Stage 2 – Olive‑Shaped Interface and Isomorphic Mapper
The repeated logic is extracted into a generic serve() function, and two implementation options are shown: a dynamic object builder or a Proxy that intercepts property access.
// lib/service2.js
function serve({ serviceName = '', serviceArguments = {} }) {
const { url, options } = factory({ serviceName, serviceArguments });
return fetch(url, { ...options }).then(r => r.json());
}
export default new Proxy({}, {
get(target, serviceName) {
return serve({ serviceName, serviceArguments: target[serviceName] });
}
});
// (Alternative dynamic generation code is commented out)A custom mapper aligns Vuex’s mapActions and mapMutations with the new service layer, removing duplicated action definitions.
// store/store2.mapper.js
import SERVICE from '../lib/service2';
export const mapActions = API => API.reduce((pre, serviceName) => {
pre[serviceName] = ({ commit }, serviceArguments) =>
SERVICE[serviceName](serviceArguments).then(res => {
commit(serviceName, res.data);
return res;
});
return pre;
}, {});
export const mapMutations = MAP => Object.keys(MAP).reduce((pre, serviceName) => {
pre[serviceName] = (state, data) => {
state[MAP[serviceName]] = data;
};
return pre;
}, {}); // store/store2.js
import { mapActions, mapMutations } from './store2.mapper';
const store = {
state: {},
mutations: { ...mapMutations({ getUserSceneList: 'scenes', getUserScene: 'scene', getUserDeviceList: 'devices' }) },
actions: { ...mapActions(['getUserSceneList', 'getUserScene', 'getUserDeviceList']) }
};
export default new Vuex.Store(store);Stage 2 reduces the service layer to a handful of lines, achieving the “olive‑shaped” entry‑point concept.

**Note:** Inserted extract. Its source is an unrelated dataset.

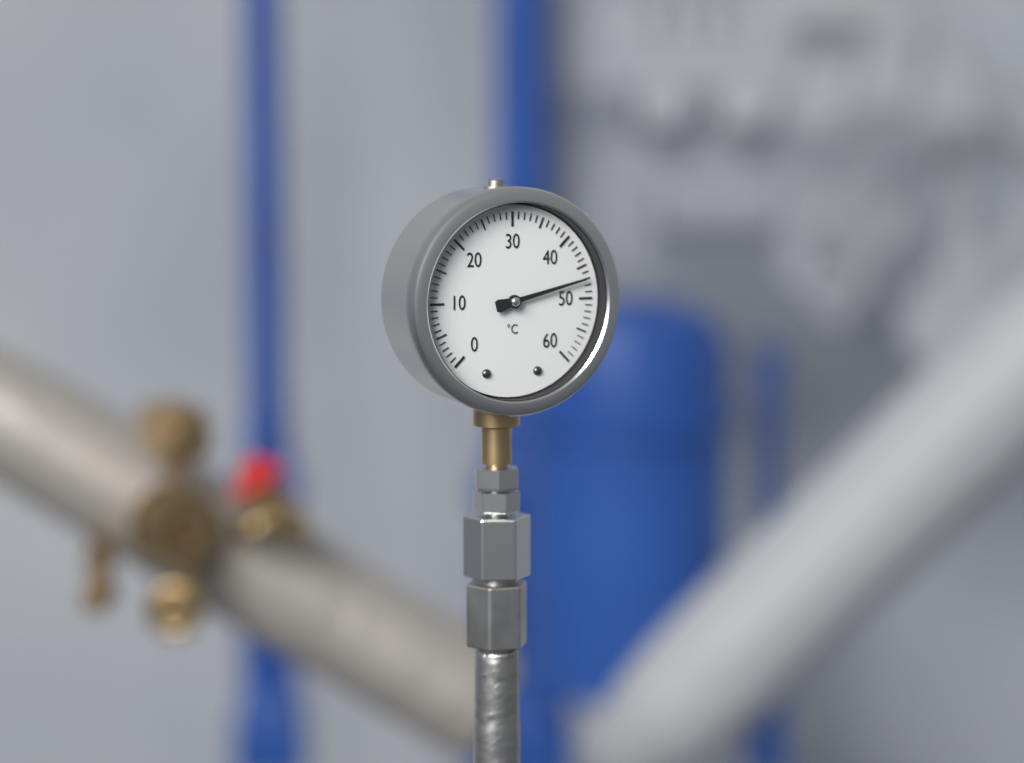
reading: 47 °C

Stage 3 – Response Normalization and Three‑Level Error Handling
The mapper now normalizes responses to a unified shape { ok: true/false, payload: data|error } . Errors are categorized into network errors, system errors, and interface errors, each assigned a distinct code.
// store/store3.mapper.js
import SERVICE from '../lib/service3';
export const mapActions = API => API.reduce((pre, serviceName) => {
pre[serviceName] = ({ commit }, serviceArguments) =>
SERVICE[serviceName](serviceArguments).then(res => {
commit(serviceName, res.data);
if (res.code === 0) {
return { ok: true, payload: res };
}
return { ok: false, payload: res };
});
return pre;
}, {});
export const mapMutations = MAP => Object.keys(MAP).reduce((pre, serviceName) => {
pre[serviceName] = (state, data) => { state[MAP[serviceName]] = data; };
return pre;
}, {}); // lib/service3.js
function serve({ serviceName = '', serviceArguments = {} }) {
const { url, options } = factory({ serviceName, serviceArguments });
const controller = new AbortController();
const signal = controller.signal;
// Timeout guard (Promise‑based)
function TIMEOUT_GUARD({ reject, controller }) {
setTimeout(() => {
reject({ code: 7002, error: new Error('Request timeout') });
controller.abort();
}, 10);
}
return new Promise((resolve, reject) => {
TIMEOUT_GUARD({ reject, controller });
fetch(url, { ...options, signal })
.then(res => {
const { ok, status, statusText } = res;
if (ok) {
return res.json().then(r => {
const { code, msg, reqid } = r;
if (code === 0) return r;
return { code: 9001, error: r };
});
}
return { code: 8001, error: { status, statusText } };
})
.then(resolve)
.catch(error => {
if (error.name === 'AbortError') {
return { code: 7001, error };
}
if (error.code === 7002) return error;
return { code: 7000, error };
})
.then(resolve);
});
}
export default new Proxy({}, {
get(target, serviceName) {
return serve({ serviceName, serviceArguments: target[serviceName] });
}
});Stage 3 integrates the three‑level error model (network, system, interface) into the unified response format, allowing Vue components to handle all outcomes consistently.
Conclusion
The article demonstrates how incremental refactoring—separating concerns, abstracting a minimal “olive‑shaped” API surface, and normalizing responses with structured error handling—produces concise, maintainable front‑end code. Although the examples use Vuex, the same principles apply to other state‑management libraries such as Redux.